The Doctor Who Drank Infectious Broth and Solved a Medical Mystery (2010)
17 comments
·January 29, 2025jiehong
Had a fun time parsing the title as unrelated to The Doctor at first
I am grateful for doctors like them, and for the results they bring, even if the methods can be discussed.
ben30
Yeah I thought it was about a Matt Smith, 11th doctor recap, the word broth sounds vaguely mystical.
camtarn
The mystery being 'what causes ulcers', and the answer being Helicobacter pylori instead of stress.
Retric
He discovered an effective treatment for many ulcers, but the older one also tended to work.
Stress harms the immune system so people who dramatically reduced stress often showed significant improvement. One of those it’s better than a placebo treatments where the method of action was poorly understood.
thomasfedb
The previous dogma being that no bacteria could survive in the acidic conditions (pH ~2) of the stomach.
throw83489448
Nice, but most people have some helicobacter without much problems. Some ulcers are not even caused by helicobacter.
chgs
Did not include David Tennant
Why are all those words capitalised?
CoastalCoder
Other acceptable answers are "Christopher Eccleston" and "Tom Baker".
thomasfedb
Studied at the home University of this Nobel prize winner. Was a good bet you’d get a question on it in the exam every year.
refurb
A great example of scientific dogma being overturned.
Dr Marshall was ridiculed as it was “settled science” that bacteria couldn’t survive in stomach acid.
Great example to bring up when people tell you to “trust the science”. Remind them at one time “science” said stress caused ulcers.
jmcgough
I agree that it's good to be critical of science, but it is also good to be critical our own existing beliefs when they conflict with 95% of the scientific community. For every story like this one, there's a hundred thousand people who are convinced that the world is flat based on YouTube videos that feed their confirmation bias, or poorly designed studies that they lack the academic background to know are poorly designed.
bell-cot
To paraphrase Feynman:
"Settled science" is nothing resembling a homogeneous body of certainty. It's a huge, chaotic mish-mash - of everything from actual rock-solid results, to "it sound reasonable at some point...then human nature took over" baloney. Everybody <cough/>knew<cough/> the latter, so nobody ever carefully checked.
And the worst part? Even long-tenured experts, specializing in the specific scientific niche, seldom know how certain their various facts actually are.
Dalewyn
Science is predicated on healthy skepticism, especially if something has fervent support. Anyone who argues that science is "settled" or that it should be "trusted" is a priest trying to evangelize, not a scientist.
That healthy skepticism likely won't cause any paradigm shifts in most cases, of course, but the point here is that is no reason to surrender the skepticism.
The slight pause as your brain parses this headline really shows why it makes no sense to have capitalization like this in headlines. It just adds ambiguity.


WHAT YOU WILL DO - Pictures aside, quote the whole listing exactly.

EXERCISE INPUT -
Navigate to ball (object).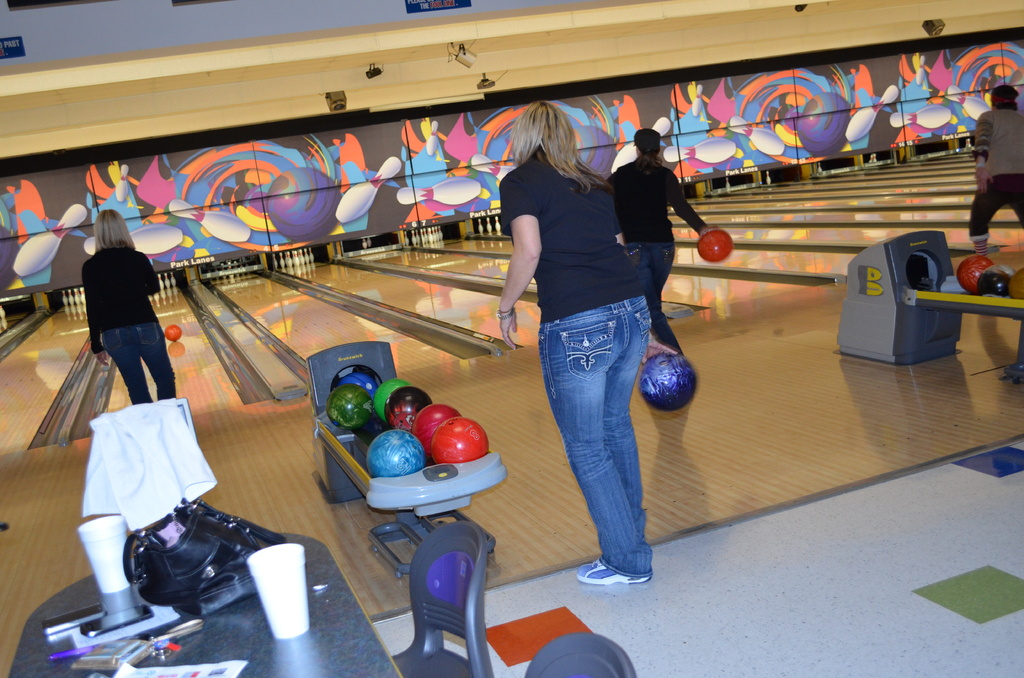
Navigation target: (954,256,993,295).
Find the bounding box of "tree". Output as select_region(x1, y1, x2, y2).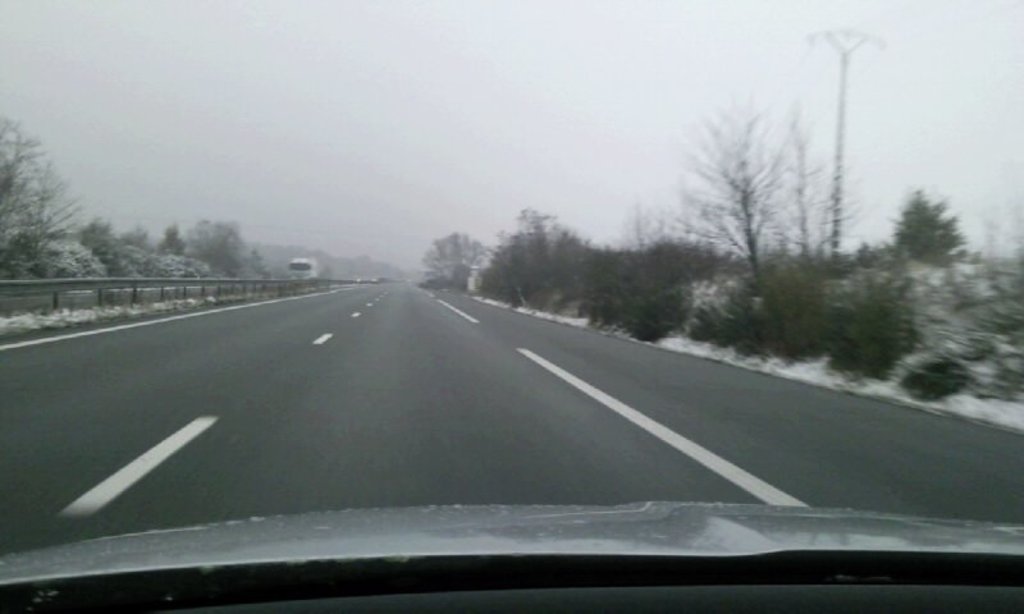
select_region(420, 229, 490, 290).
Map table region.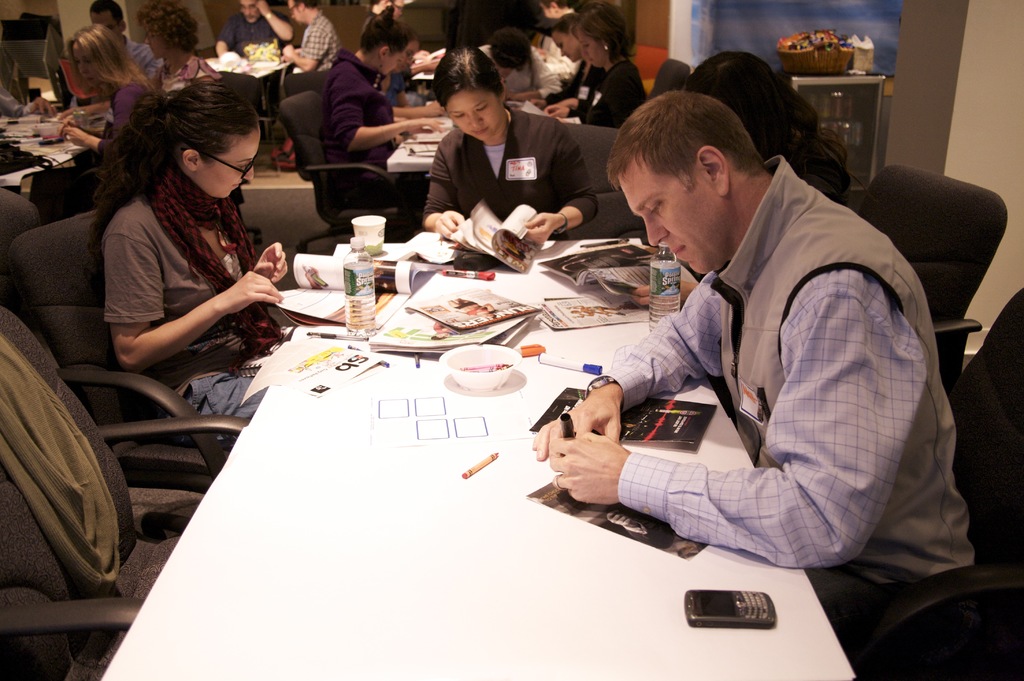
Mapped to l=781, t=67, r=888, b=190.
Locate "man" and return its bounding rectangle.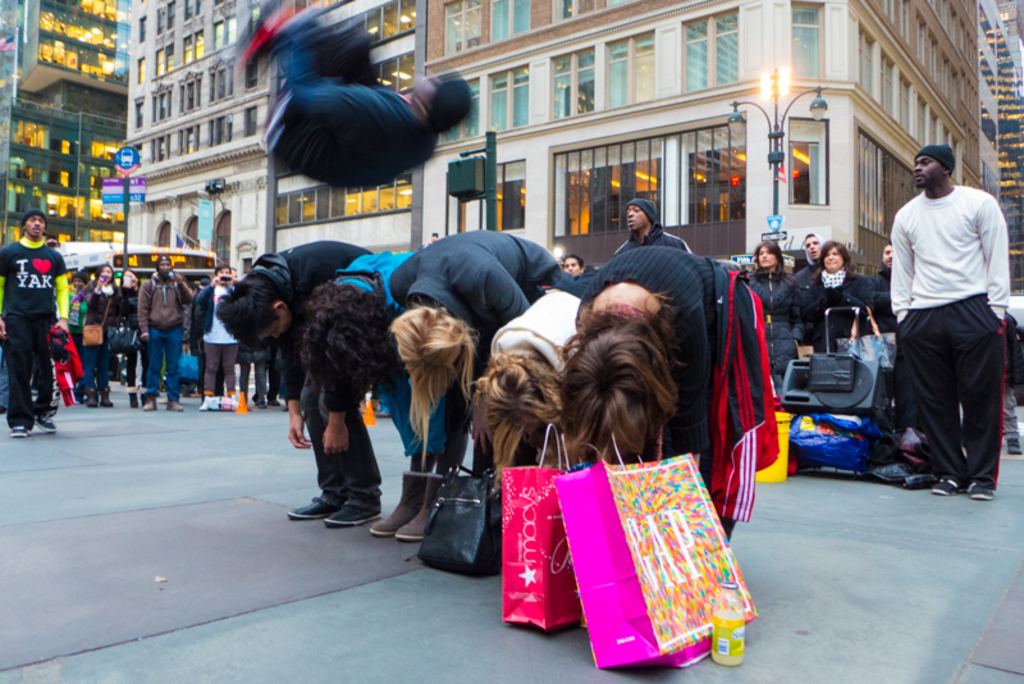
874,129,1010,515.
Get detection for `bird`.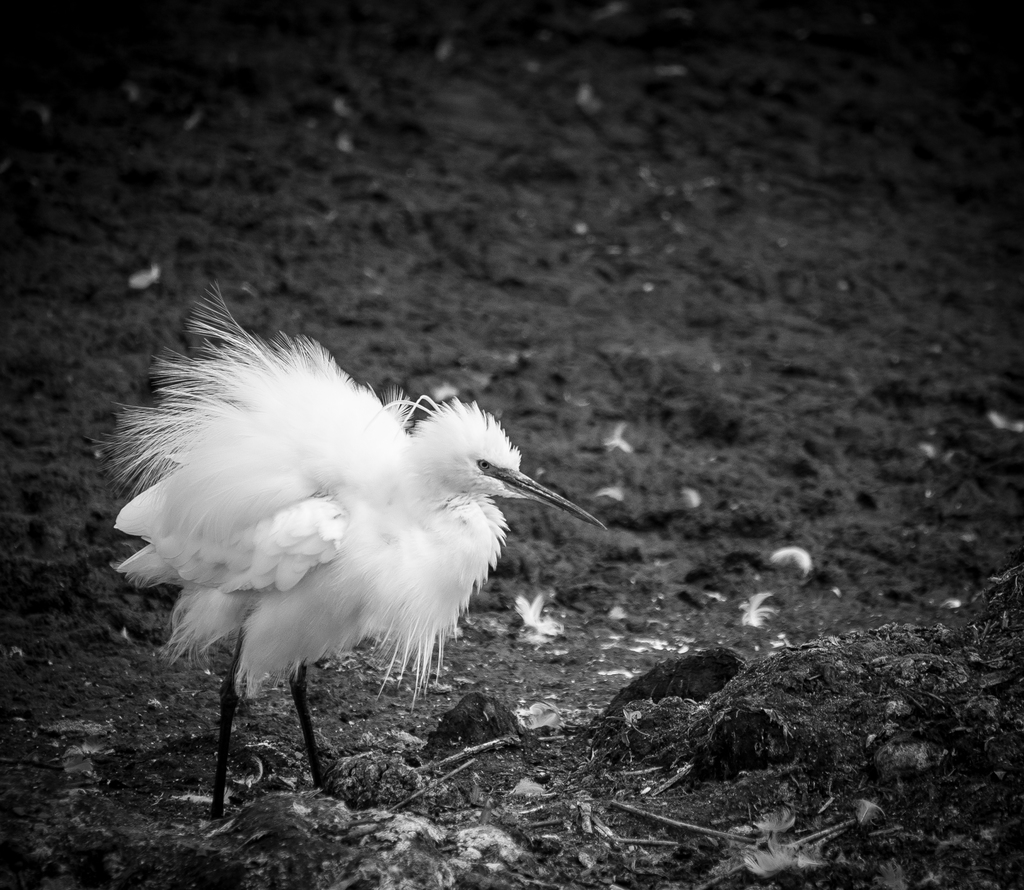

EXERCISE RESULT -
Navigate to ball (object).
Navigation target: (954,256,993,295).
Find the bounding box of "tree". Output as select_region(x1, y1, x2, y2).
select_region(420, 229, 490, 290).
Map table region.
Mapped to l=781, t=67, r=888, b=190.
Locate "man" and return its bounding rectangle.
874,129,1010,515.
Get detection for `bird`.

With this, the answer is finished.